Oil and gas prices are on the rise once again, and once again fingers are being pointed at those nasty speculators. What's a speculator? A gambler, really.
It's someone who buys contracts to buy oil or other commodities at a certain price within a certain period of time (i.e. oil futures contracts), in the hopes that they can resell them at a higher price. Two important things to keep in mind: The speculator has no intention of ever taking delivery and the contracts expire. If you can't get the price you're looking for by expiration time, you take delivery or take the loss. In the speculator's case, you take the loss. They have nowhere to put all that oil and they don't have the cash to actually buy all the oil they bought options on.
The refrain is that speculators "drive up the prices". How would one drive up prices? By paying increasingly higher prices for the contracts. Intentionally paying above market prices for anything is a good way to go broke fast. Speculators take advantage of short term fears, supply interruptions, knee jerk reactions, by trying to get in the market before prices rise, or at least well before they peak. Speculators also make bets that the price of oil will fall, but that doesn't seem to bother anyone.
The role of the speculator in the marketplace is to provide liquidity. That is, if you want to buy or sell a contract, you don't have to wait until an end user wants to buy or a producer wants to sell. There's always a speculator ready to buy or sell at most any point in the trading day. Speculation is risky, by definition and can only affect prices over a very short term. Ultimately prices are determined by supply and demand.
So why is oil soaring when supply is plentiful? Because we import most of our oil from producers who aren't terribly interested in our financial well being. They decide how much to pull out of the ground and make available for sale on any given day. We curtail production in the U.S. and then complain that we're being gouged by the Saudi's, the Iranians, the Venezuelans, the Libyans and all the other folks we've handed control of the market over to. We don't want to drill for oil, use coal, nobody wants a windmill farm in their neighborhood, or solar panels, or a nuclear plant. We seem to subsidize only alternatives that have no chance of viability in the marketplace and penalize or criminalize energy sources that are proven to work. Nobody can make the case that ethanol laden gas is a better product than non-ethanol laden gas or that the ethanol program is a success, or that it even makes sense. Yet it continues. Enabling more drilling is shunned because it can "take years" to develop a field. We'll still need oil in "years" and we're not getting any closer to it by continuing to put it off.
If the price of oil and gas is causing you grief, Washington D.C. is your problem, not the speculators or even the Saudi's. Then again, as one reader helped point out, politicians and bureaucrats do what the polls tell them to do. So I guess we're the real culprits.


Aim of the exercise — Below are the records; work out how many lines among them contain "connector", and write nothing besides that number.

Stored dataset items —
○ ○ ○ ○
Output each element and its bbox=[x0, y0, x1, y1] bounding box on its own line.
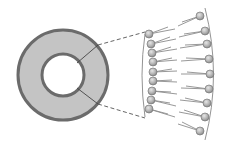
phospholipid-head bbox=[145, 30, 153, 38]
phospholipid-head bbox=[147, 96, 155, 104]
phospholipid-head bbox=[148, 49, 156, 57]
phospholipid-tails bbox=[149, 16, 210, 131]
phospholipid-head bbox=[201, 113, 209, 121]
phospholipid-head bbox=[203, 99, 211, 107]
inner-boundary-arc bbox=[142, 34, 145, 117]
diagram-canvas bbox=[0, 0, 228, 156]
phospholipid-head bbox=[205, 85, 213, 93]
inner-lumen bbox=[42, 54, 84, 96]
phospholipid-head bbox=[203, 40, 211, 48]
phospholipid-head bbox=[149, 68, 157, 76]
phospholipid-head bbox=[196, 12, 204, 20]
phospholipid-head bbox=[149, 77, 157, 85]
phospholipid-head bbox=[147, 40, 155, 48]
phospholipid-head bbox=[145, 105, 153, 113]
phospholipid-head bbox=[149, 58, 157, 66]
phospholipid-head bbox=[148, 87, 156, 95]
connector-top-dashed bbox=[98, 32, 145, 45]
phospholipid-head bbox=[206, 70, 214, 78]
phospholipid-head bbox=[201, 27, 209, 35]
connector-bottom-dashed bbox=[98, 104, 145, 118]
liposome-cross-section bbox=[18, 30, 108, 120]
liposome-diagram bbox=[0, 0, 228, 156]
phospholipid-head bbox=[205, 55, 213, 63]
phospholipid-head bbox=[196, 127, 204, 135]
○ ○ ○ ○
Answer — 2